Amnesty International has published its annual Death Sentences and Executions report for the year 2025, with data showing a sharp increase in the number of executions carried out. At least 2,707 people are known to have been put to death by the state last year, up 78 percent compared to 2024. As our infographic shows, the death penalty continues to be quite widespread in Asia, with China, India, Thailand, Singapore and Indonesia, among others, employing it. The use of capital punishment is very rare in Europe: it only exists in Belarus, and Amnesty International notes that 2025 was the first year it recorded neither new death sentences nor executions since President Alexander Lukashenko assumed office in 1994. While Russia technically also retains the death penalty in its law, the country is considered abolitionist in practice, meaning no executions have been carried out in at least ten years,
In the Americas, the death penalty is also mostly a thing of the past, with the notable exceptions of Guyana, Cuba and the United States. Last year, the U.S. executed 47 people across 11 states, almost twice as many as in 2024 (25 executions). Florida alone accounted for almost half of these executions (19). Capital punishment is still more common in Africa and the West Asia. In 2025, Iran executed at least 2,159 people, more than double its 2024 figure and the highest number on record since 1981, and the Islamic republic has been consistently using the death penalty as a tool of political repression.
113 countries and territories around the world have abolished the death penalty completely, most recently Zambia. In 2023 and 2024, African nations Equatorial Guinea, Ghana and Zimbabwe abolished the death penalty for all but very serious crimes. 87 nations still have capital punishment on the books, but 24 of them are considered abolitionists in practice. In March of this year, the Israeli Knesset voted to expand its death penalty law in such a way that applies only to Palesinians and dismantles fundamental safeguards to prevent the arbitrary deprivation of life and protect the right to a fair trial, a decision condemned by Amnesty International. The NGO has called on Israel to repeal the decision.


Look for "mapsto" in each line of the entries, and return the matching lines.

:: GIVEN DATA

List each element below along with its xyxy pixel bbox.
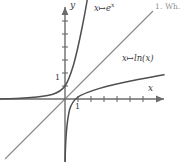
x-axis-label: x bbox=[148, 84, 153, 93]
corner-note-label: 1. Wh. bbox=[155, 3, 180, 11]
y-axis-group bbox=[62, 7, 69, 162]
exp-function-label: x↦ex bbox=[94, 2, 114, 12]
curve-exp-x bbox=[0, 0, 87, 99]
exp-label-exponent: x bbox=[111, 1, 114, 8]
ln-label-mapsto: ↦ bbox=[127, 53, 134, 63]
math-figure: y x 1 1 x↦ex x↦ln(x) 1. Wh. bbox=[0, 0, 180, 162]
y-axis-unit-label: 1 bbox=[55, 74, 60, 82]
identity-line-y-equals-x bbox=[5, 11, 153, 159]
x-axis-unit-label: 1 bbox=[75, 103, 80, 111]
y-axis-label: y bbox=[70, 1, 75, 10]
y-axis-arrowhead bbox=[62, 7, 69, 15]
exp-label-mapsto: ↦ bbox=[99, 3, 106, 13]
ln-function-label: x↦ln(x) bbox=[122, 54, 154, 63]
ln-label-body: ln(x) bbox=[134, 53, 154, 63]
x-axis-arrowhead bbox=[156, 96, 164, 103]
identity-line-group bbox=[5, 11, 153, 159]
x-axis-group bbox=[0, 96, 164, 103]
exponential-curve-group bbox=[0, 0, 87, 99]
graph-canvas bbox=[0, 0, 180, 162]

::::

#### [EXERCISE OUTPUT]
ln-label-mapsto: ↦ bbox=[127, 53, 134, 63]
exp-label-mapsto: ↦ bbox=[99, 3, 106, 13]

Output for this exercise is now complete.